You know the saying: ‘the friend of my friend is my friend’. Well, if you consider that your employee is your friend – and they should, because after all you trust them enough to give them the opportunity to work with you – it means that your employee’s circle may also represent potential friends/hires. This may sound a bit far-fetched, except it’s not: according to LinkedIn’s official blog, 80% of recruiters say the best channel to recruit quality candidates is employee referrals.
Employee referrals often represent both a time and money-saving option for recruiters who tend to trust these types of candidates more while such applicants end up staying longer within the employer companies. Yet only 18% of recruiters are satisfied with the level of employee engagement their referral program receives. Traditional referral programs rely exclusively on employees, which often fails to be effective. Employees are likely – and rightly so – to get discouraged by a time-consuming endeavor and obscure software.
Based on these observations, LinkedIn introduced last week their brand new referral product. With LinkedIn Referrals, your employees’ first-degree connections who match your open jobs are automatically identified on LinkedIn. While employees can go to the company’s dedicated LinkedIn Referrals website to see their connections who are matches, they will also receive a summary of their matches every other week on their work email address. Then they will be able to send their connections open jobs they’re a match for. Recruiters only get referrals who are applying for the open jobs which ensures that the candidates are both interested and recommended. Currently in an initial launch phase, LinkedIn Referrals is available to companies on supported Applicant Tracking Systems.
But wait, this is not the only news LinkedIn has been releasing lately. Along with the launch of Referrals, Recruiter has been updated, a new LinkedIn Groups experience and iOS app has been released and a brand new mobile flagship app called Voyager has been unveiled – yes, we’re dizzy too.
Such successive news come shortly after the announcement of LinkedIn’s new messaging experience. It seems that LinkedIn teams have been busy working on updates, revamps and innovations lately, and then busy announcing them. But it looks like #1 professional social network is trying to get closer to the user friendly experience of #1 social network.
Now we may wonder what else LinkedIn holds for us?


_Task requirements_.
Set out the records below again exactly; skip the images.

====== Information shown ======

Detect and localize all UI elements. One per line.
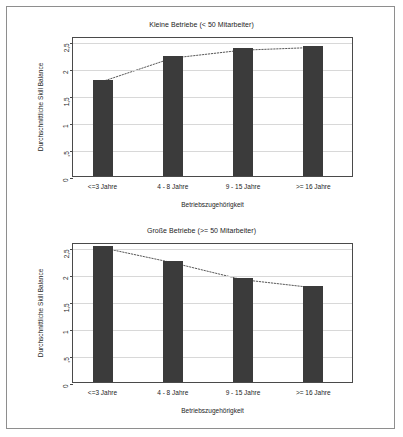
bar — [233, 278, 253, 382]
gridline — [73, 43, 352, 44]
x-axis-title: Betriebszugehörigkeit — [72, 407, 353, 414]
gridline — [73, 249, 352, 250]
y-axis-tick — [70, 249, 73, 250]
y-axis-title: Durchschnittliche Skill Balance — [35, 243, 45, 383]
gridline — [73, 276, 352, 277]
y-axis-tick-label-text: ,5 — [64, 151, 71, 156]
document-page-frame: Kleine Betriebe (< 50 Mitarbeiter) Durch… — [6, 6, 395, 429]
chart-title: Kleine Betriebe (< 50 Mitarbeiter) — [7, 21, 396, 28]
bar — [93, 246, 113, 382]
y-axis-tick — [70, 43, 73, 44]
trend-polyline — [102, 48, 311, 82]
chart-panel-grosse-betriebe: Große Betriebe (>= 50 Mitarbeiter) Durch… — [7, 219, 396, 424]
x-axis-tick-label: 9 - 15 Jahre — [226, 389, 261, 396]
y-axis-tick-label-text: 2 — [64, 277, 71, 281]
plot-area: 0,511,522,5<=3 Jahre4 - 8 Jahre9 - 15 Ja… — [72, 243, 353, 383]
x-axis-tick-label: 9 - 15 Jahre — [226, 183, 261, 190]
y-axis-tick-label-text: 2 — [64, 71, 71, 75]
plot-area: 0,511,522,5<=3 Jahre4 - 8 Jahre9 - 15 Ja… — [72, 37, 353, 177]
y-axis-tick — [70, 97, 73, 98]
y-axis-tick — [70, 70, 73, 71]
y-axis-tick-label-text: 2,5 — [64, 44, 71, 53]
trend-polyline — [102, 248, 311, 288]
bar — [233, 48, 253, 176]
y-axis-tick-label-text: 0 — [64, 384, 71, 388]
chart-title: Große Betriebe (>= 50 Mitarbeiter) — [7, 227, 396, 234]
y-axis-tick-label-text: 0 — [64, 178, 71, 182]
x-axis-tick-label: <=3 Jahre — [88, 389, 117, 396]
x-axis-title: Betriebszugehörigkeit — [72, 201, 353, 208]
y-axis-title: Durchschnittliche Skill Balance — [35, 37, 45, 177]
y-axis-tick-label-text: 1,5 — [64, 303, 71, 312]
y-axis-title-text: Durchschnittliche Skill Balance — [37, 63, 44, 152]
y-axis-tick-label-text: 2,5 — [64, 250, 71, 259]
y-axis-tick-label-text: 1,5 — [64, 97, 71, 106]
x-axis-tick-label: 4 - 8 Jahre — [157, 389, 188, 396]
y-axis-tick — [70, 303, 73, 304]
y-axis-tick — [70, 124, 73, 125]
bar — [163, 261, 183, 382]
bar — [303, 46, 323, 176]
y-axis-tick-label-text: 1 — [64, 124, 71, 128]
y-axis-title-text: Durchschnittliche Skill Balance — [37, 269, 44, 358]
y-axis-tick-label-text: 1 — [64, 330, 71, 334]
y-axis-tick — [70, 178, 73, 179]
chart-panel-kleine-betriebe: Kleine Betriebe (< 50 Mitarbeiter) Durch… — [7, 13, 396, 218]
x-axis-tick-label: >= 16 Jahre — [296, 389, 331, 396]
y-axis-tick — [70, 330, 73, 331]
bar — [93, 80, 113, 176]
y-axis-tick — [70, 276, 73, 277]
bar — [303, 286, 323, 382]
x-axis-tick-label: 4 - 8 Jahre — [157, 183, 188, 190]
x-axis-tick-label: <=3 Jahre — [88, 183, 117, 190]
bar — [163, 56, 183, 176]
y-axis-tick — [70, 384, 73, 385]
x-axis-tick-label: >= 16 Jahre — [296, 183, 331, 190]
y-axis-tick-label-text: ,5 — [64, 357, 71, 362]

======

_Task answer_.
Detect and localize all UI elements. One per line.
bar — [233, 278, 253, 382]
gridline — [73, 43, 352, 44]
x-axis-title: Betriebszugehörigkeit — [72, 407, 353, 414]
gridline — [73, 249, 352, 250]
y-axis-tick — [70, 249, 73, 250]
y-axis-title: Durchschnittliche Skill Balance — [35, 243, 45, 383]
gridline — [73, 276, 352, 277]
y-axis-tick-label-text: ,5 — [64, 151, 71, 156]
document-page-frame: Kleine Betriebe (< 50 Mitarbeiter) Durch… — [6, 6, 395, 429]
chart-title: Kleine Betriebe (< 50 Mitarbeiter) — [7, 21, 396, 28]
bar — [93, 246, 113, 382]
y-axis-tick — [70, 43, 73, 44]
trend-polyline — [102, 48, 311, 82]
chart-panel-grosse-betriebe: Große Betriebe (>= 50 Mitarbeiter) Durch… — [7, 219, 396, 424]
x-axis-tick-label: 9 - 15 Jahre — [226, 389, 261, 396]
y-axis-tick-label-text: 2 — [64, 277, 71, 281]
plot-area: 0,511,522,5<=3 Jahre4 - 8 Jahre9 - 15 Ja… — [72, 243, 353, 383]
x-axis-tick-label: 9 - 15 Jahre — [226, 183, 261, 190]
y-axis-tick-label-text: 2 — [64, 71, 71, 75]
plot-area: 0,511,522,5<=3 Jahre4 - 8 Jahre9 - 15 Ja… — [72, 37, 353, 177]
y-axis-tick — [70, 97, 73, 98]
y-axis-tick — [70, 70, 73, 71]
y-axis-tick-label-text: 2,5 — [64, 44, 71, 53]
trend-polyline — [102, 248, 311, 288]
bar — [233, 48, 253, 176]
y-axis-tick-label-text: 0 — [64, 384, 71, 388]
chart-title: Große Betriebe (>= 50 Mitarbeiter) — [7, 227, 396, 234]
y-axis-tick-label-text: 0 — [64, 178, 71, 182]
x-axis-tick-label: <=3 Jahre — [88, 389, 117, 396]
x-axis-title: Betriebszugehörigkeit — [72, 201, 353, 208]
y-axis-title: Durchschnittliche Skill Balance — [35, 37, 45, 177]
y-axis-tick-label-text: 1,5 — [64, 303, 71, 312]
y-axis-title-text: Durchschnittliche Skill Balance — [37, 63, 44, 152]
y-axis-tick-label-text: 2,5 — [64, 250, 71, 259]
y-axis-tick-label-text: 1,5 — [64, 97, 71, 106]
x-axis-tick-label: 4 - 8 Jahre — [157, 389, 188, 396]
y-axis-tick — [70, 303, 73, 304]
y-axis-tick — [70, 124, 73, 125]
bar — [163, 261, 183, 382]
bar — [303, 46, 323, 176]
y-axis-tick-label-text: 1 — [64, 124, 71, 128]
y-axis-title-text: Durchschnittliche Skill Balance — [37, 269, 44, 358]
y-axis-tick-label-text: 1 — [64, 330, 71, 334]
y-axis-tick — [70, 178, 73, 179]
chart-panel-kleine-betriebe: Kleine Betriebe (< 50 Mitarbeiter) Durch… — [7, 13, 396, 218]
x-axis-tick-label: >= 16 Jahre — [296, 389, 331, 396]
y-axis-tick — [70, 330, 73, 331]
bar — [93, 80, 113, 176]
y-axis-tick — [70, 276, 73, 277]
bar — [303, 286, 323, 382]
x-axis-tick-label: 4 - 8 Jahre — [157, 183, 188, 190]
x-axis-tick-label: <=3 Jahre — [88, 183, 117, 190]
bar — [163, 56, 183, 176]
y-axis-tick — [70, 384, 73, 385]
x-axis-tick-label: >= 16 Jahre — [296, 183, 331, 190]
y-axis-tick-label-text: ,5 — [64, 357, 71, 362]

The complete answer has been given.